Showing posts with label google webmasters. Show all posts
Showing posts with label google webmasters. Show all posts

Friday, November 16, 2007

What's Vanessa Fox worth?

We were lucky enough to have some Googlers over for SMX London. One of my favourite quotes from the conference came from a Google Solutions Engineer.

After Vanessa left... well, we replaced her with about 400 people

Ha-ha! That just shows you how effective caffeine and BlackBerrys are!

Friday, August 03, 2007

Webmaster Console Down

Google's Webmaster Console seems to have been struggling to quickly verify sites all week.

Right now I would say that 80% of sites in this particular interface aren't verifying when they should be.

It's strange how Google sometimes struggles with things like this. The early Froogle was absolutely awful for grinding to a halt. Blogger, too, has had its fair share of problems.

Orkut, bless it's heart, has the honour of being the least stable Google offering.

Wednesday, January 03, 2007

Your page is too old for Googlebot

Google's Webmaster Tools offering is great but I only wish they'd give me a snappier URL for it. No. Wait. I only wish they'd give us an MMC like interface for multiple users. I think I'd better stop my Google wish-list here!

I work on a number of significant news sites. The Webmaster Console (The Artist Formally Known as Sitemap XML) has added extras for sites included by Google News. You knew that. Have you seen what the added extras look like? Have you seen the Google News specific errors?

Allow me. One of the Google News specific errors is date too old as Google (currently) only collects news content which is less than 4 days old.



Wednesday, December 27, 2006

Broken - but still good

One of my favourite quotes from Google is:

A good rule of thumb is whether you'd feel comfortable explaining what you've done to a website that competes with you. Another useful test is to ask, "Does this help my users? Would I do this if search engines didn't exist?"
http://www.google.com/support/webmasters/bin/answer.py?answer=35769


I like that quote because it makes a lot of sense and is easy to understand. Any changes we recommend for SEO also clearly have benefits for users too. It may just be the case that the search engine involvement completes the business case required for making the change.

Google's Sitemap XML program broke the (rule of) thumb. It was just for search engines.

Adam Lasnik has posted a very good Webmaster Central blog post on duplicate content. In particular, I'm pleased to see a tip to be consistent with internal linking. I don't understand why webmasters insist on linking to /index.html when / would work. If you insist on linking to index.html it means is that your upgrade to PHP will involve awkward URL rewriting rules.

Adam also writes;
Rather than letting our algorithms determine the "best" version of a document, you may wish to help guide us to your preferred version. For instance, if you don't want us to index the printer versions of your site's articles, disallow those directories or make use of regular expressions in your robots.txt file.


Hmm. Tough one to squeeze into "I'm comfortable describing this as a non-search engine specific strategy to a competitor" box. Google's broken their rule of thumb too. Clearly, though, this is talking about excluding pages from the index which is a far cry from trying to manipulate the algorithm into ranking you higher. Sometimes the best rules of thumbs are those you can define by the exceptions and perhaps this is one.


→ **WHAT IS NEEDED**: Across all entries below, how many lines include "data"? Only the number, please.

(Source records)
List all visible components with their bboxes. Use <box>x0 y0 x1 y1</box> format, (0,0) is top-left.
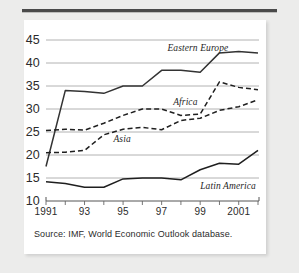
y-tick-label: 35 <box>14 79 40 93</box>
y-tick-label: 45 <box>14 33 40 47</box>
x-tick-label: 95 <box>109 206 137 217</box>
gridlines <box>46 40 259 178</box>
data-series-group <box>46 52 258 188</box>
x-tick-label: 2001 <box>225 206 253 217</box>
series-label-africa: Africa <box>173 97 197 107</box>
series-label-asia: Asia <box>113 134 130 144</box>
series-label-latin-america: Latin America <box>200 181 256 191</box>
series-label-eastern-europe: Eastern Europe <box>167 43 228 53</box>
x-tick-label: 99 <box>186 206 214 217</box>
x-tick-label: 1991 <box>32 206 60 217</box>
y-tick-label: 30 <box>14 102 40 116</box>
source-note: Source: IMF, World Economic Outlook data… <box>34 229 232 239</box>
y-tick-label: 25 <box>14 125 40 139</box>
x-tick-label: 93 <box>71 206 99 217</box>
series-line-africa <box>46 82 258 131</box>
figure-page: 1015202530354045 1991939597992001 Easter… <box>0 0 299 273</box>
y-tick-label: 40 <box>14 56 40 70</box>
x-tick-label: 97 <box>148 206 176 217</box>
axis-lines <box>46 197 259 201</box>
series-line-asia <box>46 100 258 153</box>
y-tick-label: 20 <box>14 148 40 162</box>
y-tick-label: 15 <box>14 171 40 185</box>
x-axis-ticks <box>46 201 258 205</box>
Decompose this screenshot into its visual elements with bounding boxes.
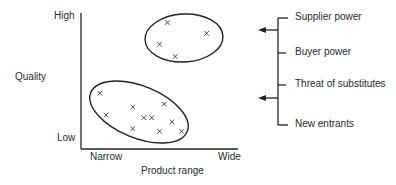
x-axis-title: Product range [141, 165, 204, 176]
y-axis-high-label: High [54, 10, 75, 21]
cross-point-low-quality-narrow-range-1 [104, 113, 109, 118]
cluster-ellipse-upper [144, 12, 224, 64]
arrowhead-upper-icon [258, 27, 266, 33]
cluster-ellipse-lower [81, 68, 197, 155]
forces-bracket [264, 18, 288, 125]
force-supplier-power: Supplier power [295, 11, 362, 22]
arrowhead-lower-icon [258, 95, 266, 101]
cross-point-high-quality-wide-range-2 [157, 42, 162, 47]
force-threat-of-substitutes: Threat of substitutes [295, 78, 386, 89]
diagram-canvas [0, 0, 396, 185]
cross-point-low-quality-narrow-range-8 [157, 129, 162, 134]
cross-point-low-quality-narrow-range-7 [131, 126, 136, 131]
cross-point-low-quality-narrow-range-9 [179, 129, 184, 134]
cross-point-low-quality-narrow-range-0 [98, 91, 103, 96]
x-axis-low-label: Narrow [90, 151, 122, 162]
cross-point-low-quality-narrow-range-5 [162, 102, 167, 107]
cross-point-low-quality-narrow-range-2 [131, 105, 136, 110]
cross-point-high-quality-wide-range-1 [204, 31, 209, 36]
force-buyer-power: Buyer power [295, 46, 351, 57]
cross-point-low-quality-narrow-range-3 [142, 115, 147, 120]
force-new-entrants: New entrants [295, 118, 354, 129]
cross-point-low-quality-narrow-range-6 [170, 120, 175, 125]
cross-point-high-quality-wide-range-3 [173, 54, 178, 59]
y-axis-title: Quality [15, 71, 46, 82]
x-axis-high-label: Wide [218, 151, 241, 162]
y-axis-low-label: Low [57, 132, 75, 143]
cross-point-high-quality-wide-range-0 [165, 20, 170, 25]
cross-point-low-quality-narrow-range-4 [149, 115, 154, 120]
* * *
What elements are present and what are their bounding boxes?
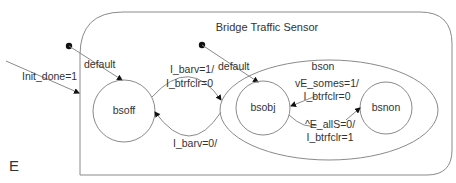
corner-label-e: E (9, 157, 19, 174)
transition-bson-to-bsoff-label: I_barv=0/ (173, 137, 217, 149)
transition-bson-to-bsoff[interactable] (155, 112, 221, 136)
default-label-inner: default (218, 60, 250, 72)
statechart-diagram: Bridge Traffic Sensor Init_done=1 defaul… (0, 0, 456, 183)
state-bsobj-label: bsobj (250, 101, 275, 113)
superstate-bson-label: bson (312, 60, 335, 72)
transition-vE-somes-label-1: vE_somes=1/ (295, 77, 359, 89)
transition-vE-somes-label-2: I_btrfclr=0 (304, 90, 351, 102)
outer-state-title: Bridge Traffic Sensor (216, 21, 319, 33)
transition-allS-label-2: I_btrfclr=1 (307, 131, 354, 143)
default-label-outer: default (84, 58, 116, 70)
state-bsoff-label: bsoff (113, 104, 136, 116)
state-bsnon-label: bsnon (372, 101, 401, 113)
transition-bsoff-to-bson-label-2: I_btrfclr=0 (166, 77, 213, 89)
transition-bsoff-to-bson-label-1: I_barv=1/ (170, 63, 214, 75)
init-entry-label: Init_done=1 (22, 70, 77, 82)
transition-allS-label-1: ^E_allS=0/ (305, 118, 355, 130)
==
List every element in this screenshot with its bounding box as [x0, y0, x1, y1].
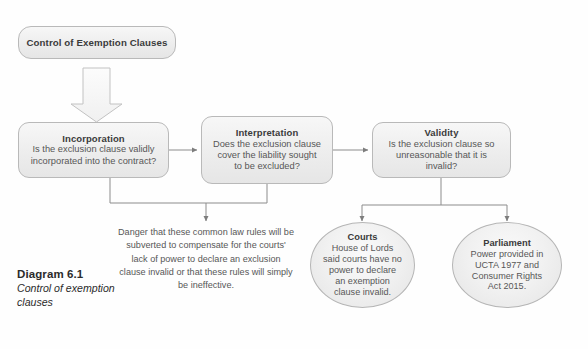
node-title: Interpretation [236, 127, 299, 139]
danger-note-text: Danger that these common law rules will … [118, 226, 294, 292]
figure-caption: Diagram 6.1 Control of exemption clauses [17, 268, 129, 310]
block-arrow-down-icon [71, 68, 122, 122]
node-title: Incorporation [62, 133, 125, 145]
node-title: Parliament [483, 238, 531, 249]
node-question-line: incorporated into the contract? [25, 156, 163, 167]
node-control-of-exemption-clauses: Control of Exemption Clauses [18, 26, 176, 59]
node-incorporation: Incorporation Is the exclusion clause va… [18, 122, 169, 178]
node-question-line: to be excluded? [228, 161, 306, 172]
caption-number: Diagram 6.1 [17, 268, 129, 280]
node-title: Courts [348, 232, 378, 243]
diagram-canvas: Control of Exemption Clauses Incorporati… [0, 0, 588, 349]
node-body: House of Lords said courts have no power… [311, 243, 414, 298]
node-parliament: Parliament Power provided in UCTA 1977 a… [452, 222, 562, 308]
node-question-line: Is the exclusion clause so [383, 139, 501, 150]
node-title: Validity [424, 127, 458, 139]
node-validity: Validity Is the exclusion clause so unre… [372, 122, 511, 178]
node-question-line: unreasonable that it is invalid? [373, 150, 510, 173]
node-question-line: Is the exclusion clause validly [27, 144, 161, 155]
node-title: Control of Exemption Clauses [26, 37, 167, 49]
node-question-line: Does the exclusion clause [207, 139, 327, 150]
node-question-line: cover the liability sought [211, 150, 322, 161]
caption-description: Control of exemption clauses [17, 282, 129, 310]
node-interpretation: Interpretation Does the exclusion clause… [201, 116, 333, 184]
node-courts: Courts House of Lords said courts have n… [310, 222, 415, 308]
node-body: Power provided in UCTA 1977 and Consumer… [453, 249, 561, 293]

→ **TASK SOLUTION**: 2